Some of that stuff, I didn't actually allow him to have. I mean, they were in a tech level 4 town, so a "long sword" and "chainmail" were actually hard to come by in this town, let alone things like locks and disappearing ink.

Lemon Juice is that hard to get hold of?
 

We keep track of mundane items. Mostly because in my current campaign, there's no stores and nowhere to replace anything.

The rogue is now down to his third last lockpick. :)
 

It seems to be an important part of the rules. We keep track of mundane items the same way they keep track of magical items.

What a chaotic game we'd have if we just let people pull out whatever they want at any time... who nees gold then.
 

My players hardly put anything on their sheets unless it's magical, odd enough to make note of, or extremely expenssive I handwave a lot of stuff, unless I have good reason to suspect they don't have it in which case I ask. If they can't answer reasonably, they don't have it.

My players often say "and we grab some adventuring/dungeoneering stuff" and that is fine with me - I hardly want to waste game time roleplaying through the haggling, or even waiting why they look through price lists. Accounting and encumbrance just aren't important enough a part of the game aspect of D&D to interest me, and they are rarely an important part of the 'story' side either. And the game hardly falls into a state of anarchy.
 

You must write it down, but I don't really track encumbrance for anyone that doesn't mind light encumbrance. If you are a 10 strength rogue, using your 30 foot move rate, I'd like you to check up on ecumbrance. Although I'm getting less and less strict, with that kind of stuff moving more and more to the background of the game.
 

Yes I do enforce the presence or abscence of items on a PC as well as any possible encumberance issues. However, most of my players manage this without me having to.

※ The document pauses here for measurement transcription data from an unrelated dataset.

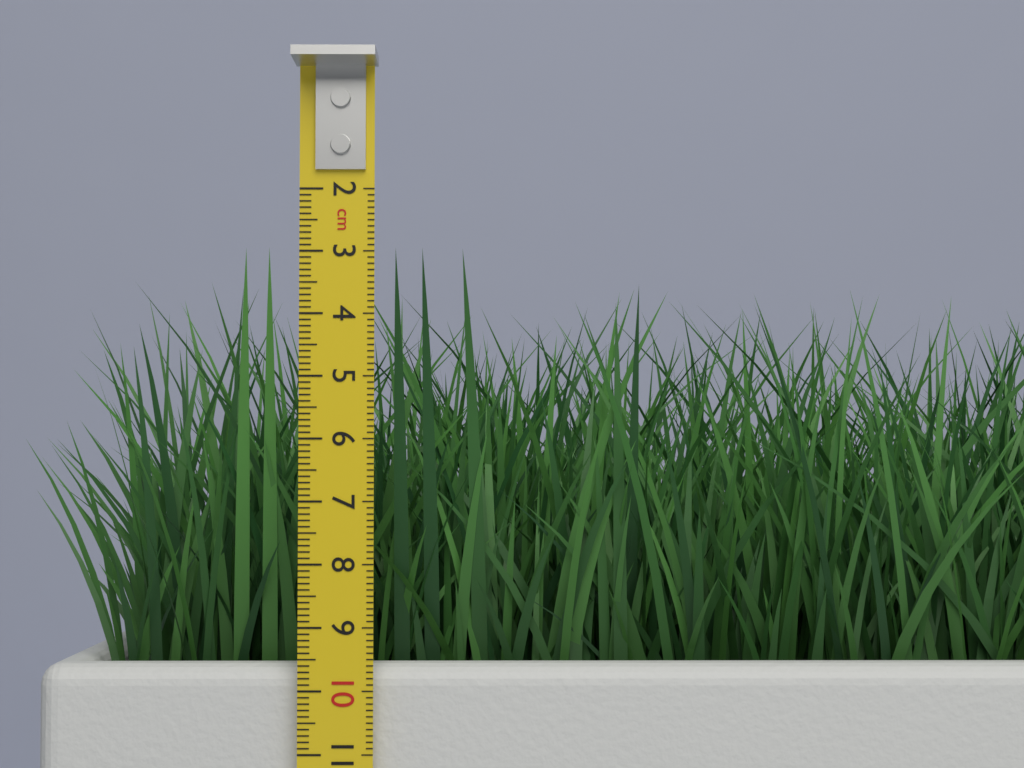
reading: 2.9 cm
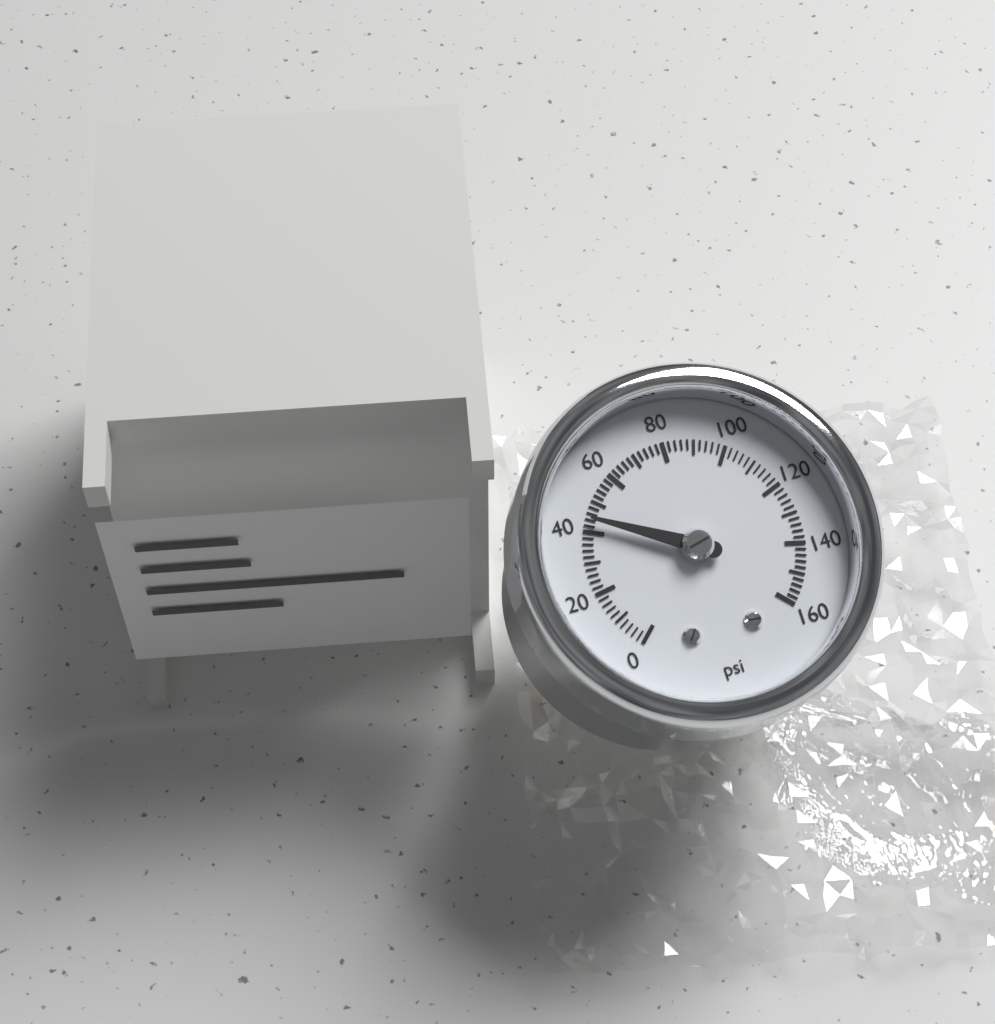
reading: 44 psi
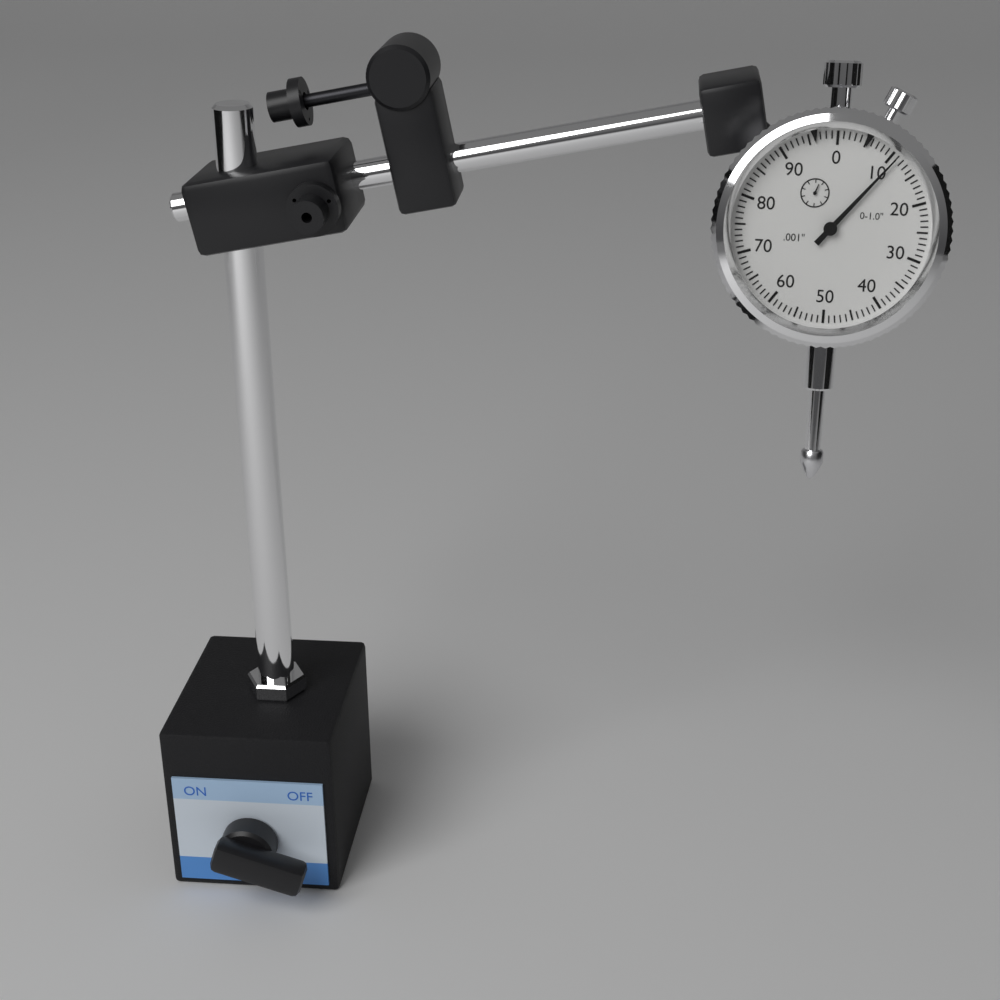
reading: 0.011 in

I provide for them detailed character sheets so tthey can tick equipment off easily as well as organise it properly (three columns:items worn/equipped, items carried and items stored [not on the PC]). This makes it very easy for them to calculate encumberance and several times they have called themselves on it (or permanently state that they are medium encumbered).

Best Regards
Herremann the Wise
 

DonTadow said:
It seems to be an important part of the rules. We keep track of mundane items the same way they keep track of magical items.

What a chaotic game we'd have if we just let people pull out whatever they want at any time... who nees gold then.

What the man said.

Asmo
 

I don't track encumbrance. Hell, I don't even track ammunition.

I do track visuals, though. A greatsword, longsword, pick and glaive? No problem. Two greatswords? Cheesy.